Now with the treaty between our peoples made void by the High
King's death -- supposing this to be true -- what am I to think of
this?"

"Not that we prepare war again. Until
proof comes of Arthur's death this would not only be ignoble, but
folly." There was a gleam in the old king's eyes as he looked at
the younger man. "I should perhaps make it clear that in no case
are we contemplating war. Not with you, prince."

"Then what?"

"Only that with the advance of the
Franks and the westward spread of people who are not our friends,
we in our turn must move westward. Your King has halted this
emperor's first sally, but there will be another, and after that
another. My people want a safe frontier. They are gathering to
embark for these shores, but in peace. We shall receive
them."

"I see." Mordred was remembering what
Arthur had said to him in their last discussion at Kerrec."First
the Narrow Sea, and then the ramparts of the Saxon and English
kingdoms...Men fight for what is theirs." So might Vortigern have
reasoned when he first called Hengist and Horsa to these shores.
Arthur was no Vortigern, and so far he had been right not to doubt
Cerdic: Men fight for what is theirs, and the more men manning the
ramparts of the Shore, the more safely could the Celtic kingdoms
lie behind them.

The old king was watching him closely,
as if guessing what thoughts raced behind the smooth brow and
unexpressive eyes. Mordred met his look.

"You are a man of honor, king, and
also a man of wisdom and experience. You know that neither Saxon
nor Briton wants another Badon Hill."

Cerdic smiled. "Now you have flashed
your weapon at me. Prince Mordred, and I mine at you. That is done.
I said they would come in peace. But they will come, and many of
them. So, let us talk." He sat back in his chair, shifting a fold
of the blue robe over his arm. "For the present I believe we must
assume the High King's death?"

"I think so. If we make plans for that
assumption they can be revised if necessary."

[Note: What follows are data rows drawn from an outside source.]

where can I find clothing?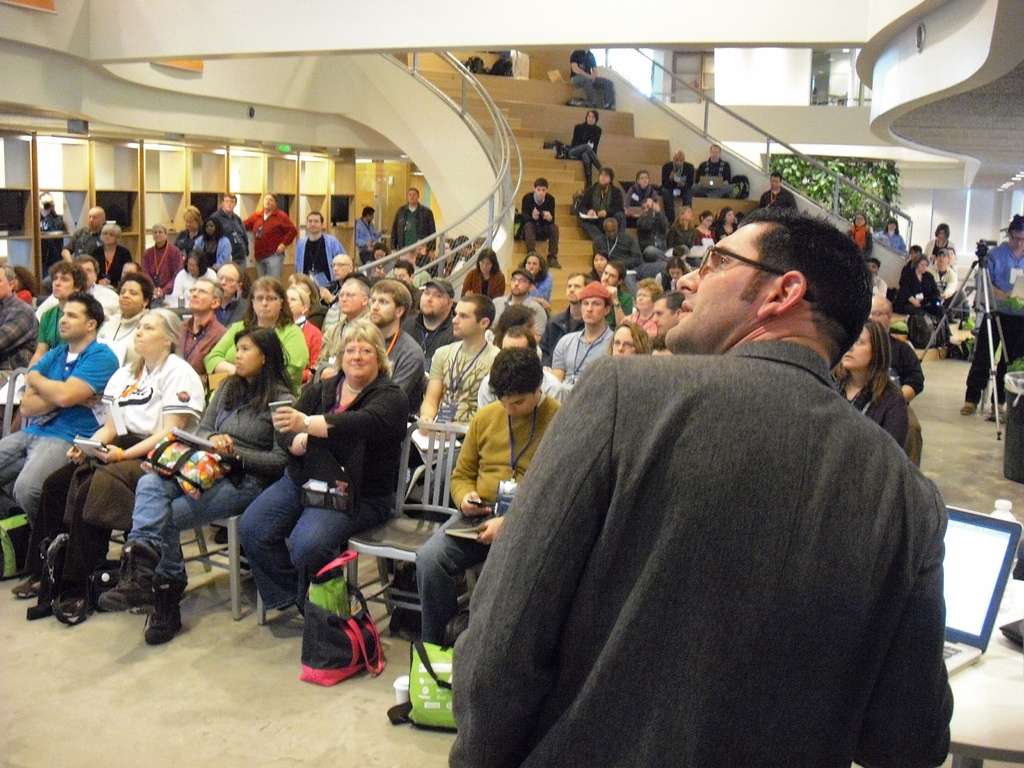
You can find it at [428, 337, 502, 497].
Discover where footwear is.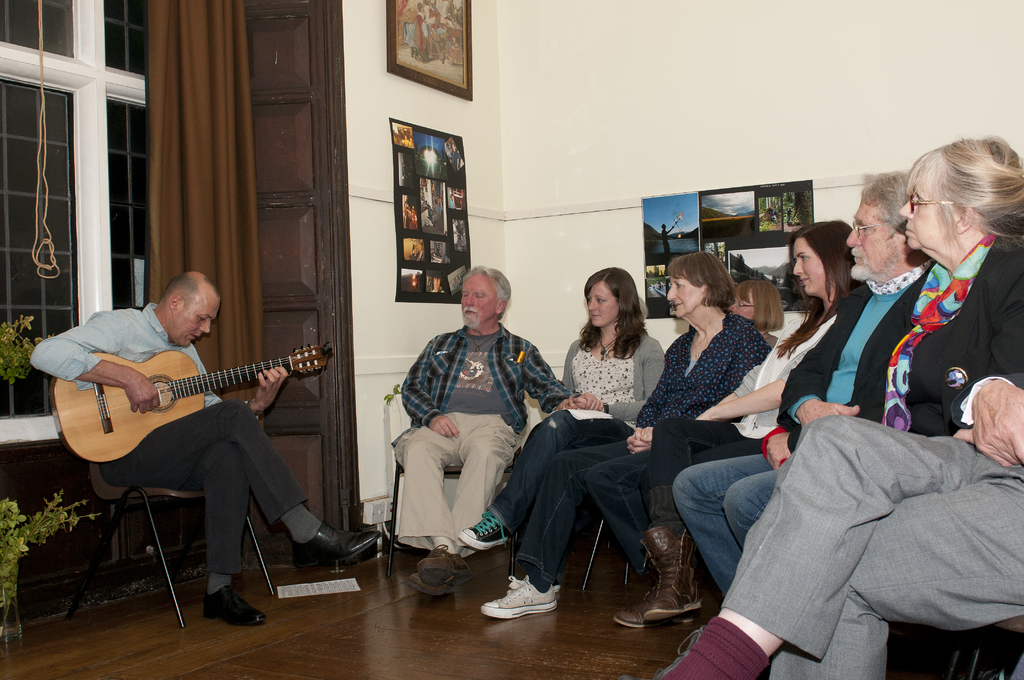
Discovered at (457,505,511,550).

"Then I say this. I am willing, and
Cynric with me, who will reign here when I am too old to fight, to
remake the treaty with you that I made with your uncle." A sharp,
twinkling look from under the shaggy brows. "It was your uncle last
time we met. Now your father, it seems?"

"Father, yes. And in
return?"

"More land."

"That was easily guessed." Mordred
smiled in his turn. "More men need more land. But you are already
too close for some men's peace of mind. How can you move forward?
Between your lands and ours there lies this stretch of high
downland. You see it." He gestured to the thin patch of barley
shoots. "No ploughs, not even yours. King Cerdic, can make these
stony uplands into rich fields of grain. And I am told that your
neighbors, the South Saxons, no longer grant you free movement
there."

Cerdic made no immediate reply. He
reached behind him, and a guard put a spear into his hand. Behind
Mordred a rustle and a whisper of metal betrayed quick movement
among his own fighting men. He gestured with a hand, palm down, and
the movement stilled. Cerdic reversed the spear and, leaning
forward in his chair, began to draw in the chalky dust.

"Here we are, the men of Wessex. Here,
in the rich corner lands, the South Saxons. And here stand you and
I, now. The lands I am thinking of would be no nearer to your
capital than our present borders. Here. And here."

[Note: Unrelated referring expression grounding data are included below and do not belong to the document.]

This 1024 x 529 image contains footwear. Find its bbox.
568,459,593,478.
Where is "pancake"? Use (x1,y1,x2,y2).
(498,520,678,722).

The spear moved gently northward,
then, just as Mordred would have protested, veered to the east and
across the downland towards the upper Thames valley. "This way.
This part is thick forest, and here is marshland, thinly peopled
and poor. Both can be made good."

"Surely much of that is already Saxon
land? Where your spear is now, that is the southern region, as they
call it, of the Middle Saxons?"

"The Suthrige. Yes. I told you that we
would take nothing that need trouble you."